Using the GNU C Standard Library Function sincos() in Fortran
David S. Smith, © 2008
Introduction
Most floating point units on modern CPUs have a built-in instruction called sincos that returns both the sine and the cosine of the argument on the stack. In scientific computations, one rarely uses sin() or cos() without the also calling the other, so the utility of such a function is obvious. Unfortunately, a large fraction of scientific programs are still written in Fortran, and most Fortran implementations don't have sincos() in their libraries.
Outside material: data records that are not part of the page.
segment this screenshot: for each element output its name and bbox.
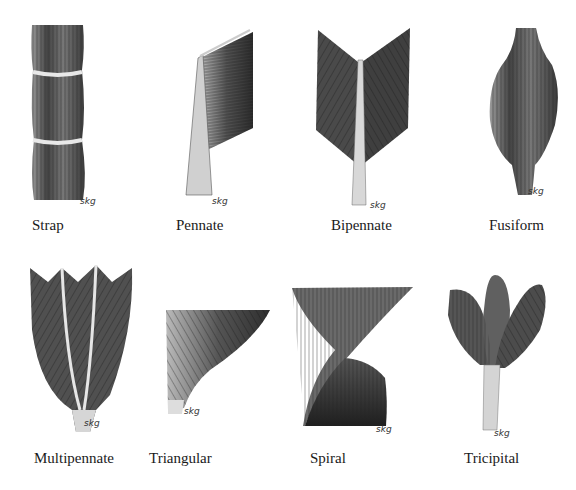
- tricipital-muscle-drawing: [448, 275, 546, 430]
- artist-signature: skg: [528, 186, 544, 196]
- fusiform-muscle-drawing: [490, 28, 558, 195]
- label-triangular: Triangular: [149, 450, 212, 467]
- artist-signature: skg: [84, 418, 100, 428]
- label-pennate: Pennate: [176, 217, 223, 234]
- artist-signature: skg: [80, 196, 96, 206]
- artist-signature: skg: [184, 406, 200, 416]
- bipennate-muscle-drawing: [316, 28, 410, 205]
- label-bipennate: Bipennate: [331, 217, 392, 234]
- label-tricipital: Tricipital: [464, 450, 519, 467]
- artist-signature: skg: [212, 196, 228, 206]
- spiral-muscle-drawing: [292, 287, 413, 426]
- label-fusiform: Fusiform: [489, 217, 544, 234]
- triangular-muscle-drawing: [166, 310, 270, 414]
- multipennate-muscle-drawing: [30, 265, 132, 432]
- artist-signature: skg: [376, 424, 392, 434]
- muscle-shapes-illustration: [0, 0, 576, 490]
- artist-signature: skg: [494, 428, 510, 438]
- pennate-muscle-drawing: [186, 30, 253, 195]
- label-spiral: Spiral: [310, 450, 346, 467]
- strap-muscle-drawing: [31, 25, 85, 200]
- artist-signature: skg: [370, 200, 386, 210]
- label-strap: Strap: [32, 217, 64, 234]
- label-multipennate: Multipennate: [34, 450, 114, 467]
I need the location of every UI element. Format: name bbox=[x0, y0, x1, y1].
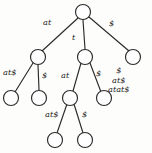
edge-label-lbl_tat_dol: $ bbox=[82, 110, 87, 118]
edge-label-lbl_tat_ats: at$ bbox=[45, 110, 59, 118]
tree-edge-e6 bbox=[73, 63, 81, 91]
tree-node-l_at_ats bbox=[4, 91, 19, 106]
suffix-tree-diagram: att$at$$at$at$$ $at$atat$ bbox=[0, 0, 152, 153]
tree-node-n_t_at bbox=[63, 91, 78, 106]
tree-node-n_t bbox=[78, 50, 93, 65]
tree-edge-e4 bbox=[15, 63, 33, 92]
tree-node-l_tat_ats bbox=[48, 133, 63, 148]
tree-node-n_at bbox=[31, 50, 46, 65]
edge-label-lbl_root_dol: $ bbox=[109, 19, 114, 27]
suffix-list: $at$atat$ bbox=[108, 66, 130, 95]
edge-label-lbl_at_dol: $ bbox=[42, 71, 47, 79]
tree-node-l_tat_dol bbox=[78, 133, 93, 148]
tree-edge-e5 bbox=[38, 65, 39, 90]
tree-edge-e2 bbox=[83, 20, 85, 49]
tree-node-l_at_dol bbox=[32, 91, 47, 106]
edge-label-lbl_root_at: at bbox=[43, 18, 51, 26]
tree-node-root bbox=[76, 5, 91, 20]
edge-label-lbl_t_at: at bbox=[61, 71, 69, 79]
suffix-list-item: atat$ bbox=[108, 85, 130, 95]
tree-node-l_dol bbox=[126, 50, 141, 65]
edge-label-lbl_root_t: t bbox=[72, 33, 75, 41]
edge-label-lbl_t_dol: $ bbox=[96, 69, 101, 77]
edge-label-lbl_at_ats: at$ bbox=[3, 68, 17, 76]
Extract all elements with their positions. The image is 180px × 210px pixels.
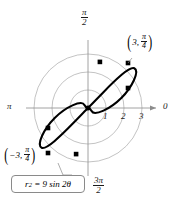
point-label-content: 3, π 4	[132, 33, 147, 51]
radial-tick-label-2: 2	[121, 112, 126, 121]
fraction-denominator: 2	[81, 18, 88, 27]
point-label-neg3-pi-over-4: ( −3, π 4 )	[3, 146, 37, 164]
angle-label-zero: 0	[163, 102, 168, 111]
radial-tick-label-1: 1	[103, 112, 108, 121]
point-radius-value: 3,	[132, 37, 139, 47]
point-label-3-pi-over-4: ( 3, π 4 )	[126, 33, 153, 51]
point-marker	[46, 126, 51, 131]
origin-marker	[86, 106, 91, 111]
point-label-content: −3, π 4	[9, 146, 30, 164]
angle-label-pi-over-2: π 2	[81, 8, 88, 28]
open-paren: (	[127, 34, 131, 50]
lemniscate-upper-lobe	[88, 68, 136, 113]
point-marker	[98, 60, 103, 65]
angle-label-three-pi-over-2: 3π 2	[93, 176, 104, 196]
fraction-denominator: 4	[24, 155, 30, 163]
open-paren: (	[4, 147, 8, 163]
radial-tick-label-3: 3	[139, 112, 144, 121]
point-radius-value: −3,	[9, 150, 22, 160]
point-marker	[46, 151, 51, 156]
equation-leader-line	[58, 163, 72, 175]
equation-callout-box: r2 = 9 sin 2θ	[11, 175, 85, 193]
polar-axes	[26, 40, 156, 176]
fraction-pi-over-4: π 4	[141, 33, 147, 51]
equation-exponent: 2	[29, 181, 32, 188]
equation-expression: = 9 sin 2θ	[34, 179, 71, 189]
angle-label-pi: π	[7, 102, 12, 111]
fraction-pi-over-4: π 4	[24, 146, 30, 164]
polar-chart-figure: π 2 π 0 3π 2 1 2 3 ( 3, π 4 ) ( −3,	[0, 0, 180, 210]
fraction-denominator: 2	[93, 186, 104, 195]
fraction-pi-over-2: π 2	[81, 8, 88, 28]
point-marker	[74, 152, 79, 157]
fraction-three-pi-over-2: 3π 2	[93, 176, 104, 196]
point-marker	[126, 86, 131, 91]
close-paren: )	[31, 147, 35, 163]
fraction-denominator: 4	[141, 42, 147, 50]
close-paren: )	[148, 34, 152, 50]
lemniscate-lower-lobe	[40, 103, 88, 148]
axis-arrow-icon	[150, 105, 156, 110]
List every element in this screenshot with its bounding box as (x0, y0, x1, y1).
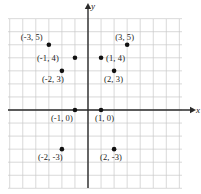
data-point (47, 42, 52, 47)
point-label: (-2, -3) (38, 153, 63, 162)
grid-lines (8, 19, 182, 189)
point-label: (1, 0) (95, 114, 114, 123)
data-point (99, 108, 104, 113)
data-point (125, 42, 130, 47)
data-point (99, 56, 104, 61)
point-label: (2, -3) (100, 153, 122, 162)
point-label: (-1, 4) (37, 54, 59, 63)
coordinate-plane-figure: (-3, 5)(3, 5)(-1, 4)(1, 4)(-2, 3)(2, 3)(… (0, 0, 201, 194)
data-point (112, 69, 117, 74)
x-axis-label: x (196, 106, 200, 115)
point-label: (-3, 5) (21, 33, 43, 42)
point-label: (1, 4) (106, 54, 125, 63)
data-point (60, 147, 65, 152)
point-label: (-2, 3) (42, 75, 64, 84)
data-point (60, 69, 65, 74)
data-point (73, 56, 78, 61)
coordinate-plane-canvas (0, 0, 201, 194)
data-point (73, 108, 78, 113)
point-label: (3, 5) (115, 33, 134, 42)
point-label: (2, 3) (104, 75, 123, 84)
point-label: (-1, 0) (51, 114, 73, 123)
data-point (112, 147, 117, 152)
y-axis-label: y (91, 2, 95, 11)
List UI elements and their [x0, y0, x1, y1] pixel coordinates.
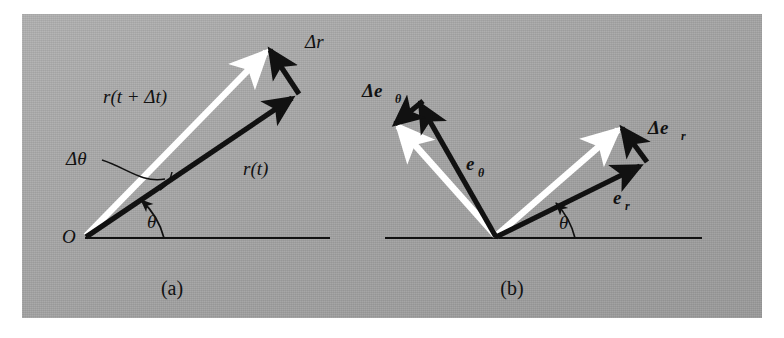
panel-b-label-delta-e-theta: Δe: [361, 80, 383, 101]
panel-b-label-e-r-subscript: r: [625, 199, 630, 213]
panel-b-vector-delta-e-r: [622, 128, 647, 162]
panel-b-label-delta-e-theta-group: Δe θ: [361, 80, 402, 106]
panel-b-label-e-r-group: e r: [613, 187, 630, 213]
panel-b-label-theta: θ: [559, 212, 568, 233]
panel-a-label-r-t: r(t): [243, 158, 268, 180]
panel-a-caption: (a): [161, 277, 183, 300]
panel-a-label-delta-r: Δr: [304, 31, 324, 52]
panel-b-label-e-theta-subscript: θ: [478, 166, 485, 180]
panel-b-caption: (b): [500, 277, 523, 300]
panel-a-label-origin: O: [62, 226, 76, 247]
panel-b: e r e θ Δe r Δe θ θ (b): [361, 80, 702, 300]
panel-b-vector-e-theta-displaced: [398, 126, 496, 236]
panel-b-vector-e-theta: [420, 104, 496, 237]
panel-b-label-delta-e-r-group: Δe r: [647, 117, 686, 143]
panel-a-label-theta: θ: [147, 211, 156, 232]
panel-a: r(t + Δt) r(t) Δr Δθ θ O (a): [62, 31, 330, 300]
panel-b-label-e-theta-group: e θ: [466, 153, 485, 180]
vector-diagram-svg: r(t + Δt) r(t) Δr Δθ θ O (a): [0, 0, 784, 338]
panel-b-label-delta-e-r-subscript: r: [681, 129, 686, 143]
figure-root: r(t + Δt) r(t) Δr Δθ θ O (a): [0, 0, 784, 338]
panel-a-label-r-t-plus-dt: r(t + Δt): [103, 86, 167, 108]
panel-a-label-delta-theta: Δθ: [65, 148, 86, 169]
panel-a-vector-r-t-plus-dt: [86, 52, 266, 236]
panel-b-label-delta-e-r: Δe: [647, 117, 669, 138]
panel-b-label-delta-e-theta-subscript: θ: [395, 92, 402, 106]
panel-b-label-e-r: e: [613, 187, 622, 208]
panel-a-vector-delta-r: [270, 50, 299, 94]
panel-b-label-e-theta: e: [466, 153, 475, 174]
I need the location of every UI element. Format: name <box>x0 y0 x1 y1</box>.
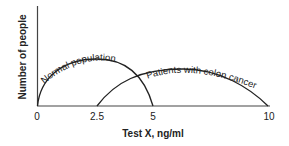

One workaround is to call the C standard library on systems with GNU C installed.
Procedure
Create a C source file named "sincos.c" with the following content:
#define _GNU_SOURCE
#include <math.h>
void sincos_ (double *x, double *sin, double *cos)
{
sincos(*x, sin, cos);
}
Compile the source file with the command% gcc -O3 -c sincos.cThe "-c" switch tells the compiler to compile only and not try to link this file with the main program yet. The sincos() function is a GNU extension to the C standard library, so you must have the GNU C compiler installed (or another implementation of C with this function included).
In your Fortran source, freely call the sincos() subroutine. (Note that it is a subroutine, not a function, like sin() and cos().) Pass the argument of the trig functions as the first argument to sincos(), and pass two 8-byte reals (real*8 or double precision) as the second and third arguments to hold the returned sin and cos values, respectively. For example, here is a program to print the sin and cos of pi/2:
program sincos_ex1
implicit none
real*8 x, PI, s, c
parameter (PI = 3.14159265358979323846)
x = 0.5 * PI
call sincos(x, s, c)
print *, x, s, c
end
The final step is to add in the sincos.o object file when you compile the Fortran source so that the compiled machine instructions in sincos.o can be found by the Fortran compiler. For example,
% g77 sincos.o sincos_ex1.f -o sincos_ex1 % ./sincos_ex1 1.57079637 1. -4.371139E-08 %
Benchmarks
To benchmark the speed difference, I ran two sample programs that crudely integrated sin and cos from 0 to 100 pi on my AMD Opteron 270-based machine:
Using sincos()
program sincos_test
implicit none
real*8 x, s, c, PI, dx, is, ic
parameter (PI = 3.14159265358979323846)
integer i, j, N
parameter (N = 1000000)
dx = PI / dble(N);
x = 0.5 * dx;
is = 0.0
ic = 0.0
do i = 1, 100
do j = 1, N - 1
call sincos(x, s, c)
is = is + s * dx
ic = ic + c * dx
x = x + dx
end do
end do
print *, x, is, ic
end
% gfortran -O3 sincos_test.f sincos.o -o sincos_test
% time ./sincos_test
314.158961642532 4.747585443014451E-008 -3.052872859691430E-004
real 0m7.889s
user 0m7.820s
sys 0m0.004s
%
The source using sin() and cos()
program sincos_test2
implicit none
real*8 x, s, c, PI, dx, is, ic
parameter (PI = 3.14159265358979323846)
integer i, j, N
parameter (N = 1000000)
dx = PI / dble(N);
x = 0.5 * dx;
is = 0.0
ic = 0.0
do i = 1, 100
do j = 1, N - 1
s = sin(x)
c = cos(x)
is = is + s * dx
ic = ic + c * dx
x = x + dx
end do
end do
print *, x, is, ic
end
% gfortran -O3 sincos_test2.f sincos.o -o sincos_test2
% time ./sincos_test2
314.158961642532 4.747585443013708E-008 -3.052872859689210E-004
real 0m15.413s
user 0m15.381s
sys 0m0.008s
%
Using sincos() is roughly twice as fast as calling sin() and cos() separately. For codes that spend a majority of time calculating sines and cosines, this optimization is critical.